The Solidarity and Structural Fund at the Monopolverwaltung GmbH
The Solidarity and Structural Fund was financed through grants to be paid by tobacco wholesalers to the Fund for tobacco purchases made by tobacco store operators from 2008 to 2014. At the time of the audit, legal proceedings were pending with regard to the legality of the solidarity grants.
In the above-mentioned period, the Fund received a total amount of some EUR 74.09 million, of which the Fund spent some EUR 67.87 million (about 91.6%) by end-2015. The remaining fund capital will presumably suffice for three years. The tasks of the fund were described by legislature in the Tobacco Monopoly Act 1996 (Tabakmonopolgesetz) only in a general way. It was left to the advisory committee, in the framework of the fund regulation, to provide more detailed definitions and to render the measures to restructure the tobacco retail sector or the funding of preferential owners of tobacco stores more concrete. (The Tobacco Monopoly Act 1996 envisages preferential rights for i.a. “preferential disabled persons in accordance with Section 2 of the Disabled Persons Employment Act 1969 (Behinderteneinstellungsgesetz)” with regard to the appointment as a tobacco store operator; these persons are designated as preferential persons). The advisory committee, however, had neither defined concrete funding criteria nor a restructuring concept. Furthermore, it neither had bylaws nor any rules of procedure specifying the operational processes. Consequently, the funding requirements and the bases for decision lacked transparency and traceability, and the relevant stakeholders failed to ensure uniform procedures.
From 2011 to 2015, the fund awarded grants totalling some EUR 31.12 million, of which some EUR 23.49 million were paid to 3,805 tobacco store operators facing financial difficulties to compensate for lost revenue. The fund used further EUR 7.3 million to reduce the number of tobacco stores by some 12.5%, which is why the average tobacco turnover of tobacco stores increased by some 29%. However, irrespective of the grants, the number of tobacco stores has been continuously trending downward since 1995. The payments effected by the fund only accelerated this development.
Furthermore, the structural measures, which had been promoted via bonuses, undermined the socio-political objective to appoint as many preferential disabled persons as tobacco store operators as possible. The number of disabled owners of tobacco stores declined from 1,374 (in 2011) to 1,277 (in 2015) by 97 preferential persons, equalling some 7%.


- TASK BRIEF
Transcribe word for word the lines spanning the line with "Describe the element at coordinates (85, 177)" through the end of the records.

Collected data:
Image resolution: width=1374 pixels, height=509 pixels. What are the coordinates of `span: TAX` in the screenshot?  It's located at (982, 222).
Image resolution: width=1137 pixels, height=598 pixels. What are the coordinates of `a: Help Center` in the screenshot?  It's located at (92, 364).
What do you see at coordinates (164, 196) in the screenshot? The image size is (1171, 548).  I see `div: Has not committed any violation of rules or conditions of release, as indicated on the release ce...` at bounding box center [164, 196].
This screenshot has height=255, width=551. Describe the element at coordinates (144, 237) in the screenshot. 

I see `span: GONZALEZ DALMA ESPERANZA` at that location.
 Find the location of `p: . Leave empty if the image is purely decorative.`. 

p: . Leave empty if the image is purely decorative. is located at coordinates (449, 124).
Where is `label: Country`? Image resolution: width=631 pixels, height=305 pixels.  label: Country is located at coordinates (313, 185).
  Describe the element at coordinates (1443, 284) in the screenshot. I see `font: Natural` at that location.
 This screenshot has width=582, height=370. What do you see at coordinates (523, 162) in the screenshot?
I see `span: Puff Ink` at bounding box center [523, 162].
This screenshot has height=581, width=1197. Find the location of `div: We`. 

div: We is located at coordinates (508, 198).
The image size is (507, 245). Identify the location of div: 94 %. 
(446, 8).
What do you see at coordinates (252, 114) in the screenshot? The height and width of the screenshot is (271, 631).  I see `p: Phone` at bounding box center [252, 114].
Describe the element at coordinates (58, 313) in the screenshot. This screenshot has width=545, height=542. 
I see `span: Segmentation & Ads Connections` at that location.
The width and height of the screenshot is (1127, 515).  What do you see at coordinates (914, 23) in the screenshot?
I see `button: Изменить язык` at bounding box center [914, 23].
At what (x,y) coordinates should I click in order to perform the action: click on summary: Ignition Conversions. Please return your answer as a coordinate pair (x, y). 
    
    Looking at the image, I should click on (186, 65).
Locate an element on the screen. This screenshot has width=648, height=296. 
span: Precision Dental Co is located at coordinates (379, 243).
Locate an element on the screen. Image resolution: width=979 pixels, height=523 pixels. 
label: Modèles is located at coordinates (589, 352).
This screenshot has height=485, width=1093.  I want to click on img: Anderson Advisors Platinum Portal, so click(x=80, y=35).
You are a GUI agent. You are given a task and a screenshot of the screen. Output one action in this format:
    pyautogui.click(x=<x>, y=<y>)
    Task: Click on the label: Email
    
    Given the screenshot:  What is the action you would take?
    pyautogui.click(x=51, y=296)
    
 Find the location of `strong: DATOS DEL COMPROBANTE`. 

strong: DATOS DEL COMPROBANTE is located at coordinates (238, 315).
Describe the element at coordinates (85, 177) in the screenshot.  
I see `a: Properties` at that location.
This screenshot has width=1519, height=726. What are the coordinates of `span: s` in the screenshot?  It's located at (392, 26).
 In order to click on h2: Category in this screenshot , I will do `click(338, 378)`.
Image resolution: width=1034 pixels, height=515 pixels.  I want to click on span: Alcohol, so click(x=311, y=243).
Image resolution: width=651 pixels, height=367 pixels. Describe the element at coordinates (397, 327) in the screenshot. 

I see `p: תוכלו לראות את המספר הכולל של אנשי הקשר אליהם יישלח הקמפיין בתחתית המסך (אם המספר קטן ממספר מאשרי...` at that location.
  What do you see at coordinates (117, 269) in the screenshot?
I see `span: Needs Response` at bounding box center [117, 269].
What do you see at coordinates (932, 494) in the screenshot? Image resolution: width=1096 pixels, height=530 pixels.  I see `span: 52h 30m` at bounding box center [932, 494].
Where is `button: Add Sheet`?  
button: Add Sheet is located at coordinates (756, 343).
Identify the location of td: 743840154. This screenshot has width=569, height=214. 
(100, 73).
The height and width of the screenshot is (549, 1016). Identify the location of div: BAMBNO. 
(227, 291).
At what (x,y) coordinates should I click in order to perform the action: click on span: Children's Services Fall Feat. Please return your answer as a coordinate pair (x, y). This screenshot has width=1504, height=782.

- SOLUTION TO THE PROBLEM
Describe the element at coordinates (85, 177) in the screenshot.  
I see `a: Properties` at that location.
This screenshot has width=1519, height=726. What are the coordinates of `span: s` in the screenshot?  It's located at (392, 26).
 In order to click on h2: Category in this screenshot , I will do `click(338, 378)`.
Image resolution: width=1034 pixels, height=515 pixels.  I want to click on span: Alcohol, so click(x=311, y=243).
Image resolution: width=651 pixels, height=367 pixels. Describe the element at coordinates (397, 327) in the screenshot. 

I see `p: תוכלו לראות את המספר הכולל של אנשי הקשר אליהם יישלח הקמפיין בתחתית המסך (אם המספר קטן ממספר מאשרי...` at that location.
  What do you see at coordinates (117, 269) in the screenshot?
I see `span: Needs Response` at bounding box center [117, 269].
What do you see at coordinates (932, 494) in the screenshot? Image resolution: width=1096 pixels, height=530 pixels.  I see `span: 52h 30m` at bounding box center [932, 494].
Where is `button: Add Sheet`?  
button: Add Sheet is located at coordinates (756, 343).
Identify the location of td: 743840154. This screenshot has width=569, height=214. 
(100, 73).
The height and width of the screenshot is (549, 1016). Identify the location of div: BAMBNO. 
(227, 291).
At what (x,y) coordinates should I click in order to perform the action: click on span: Children's Services Fall Feat. Please return your answer as a coordinate pair (x, y). This screenshot has width=1504, height=782.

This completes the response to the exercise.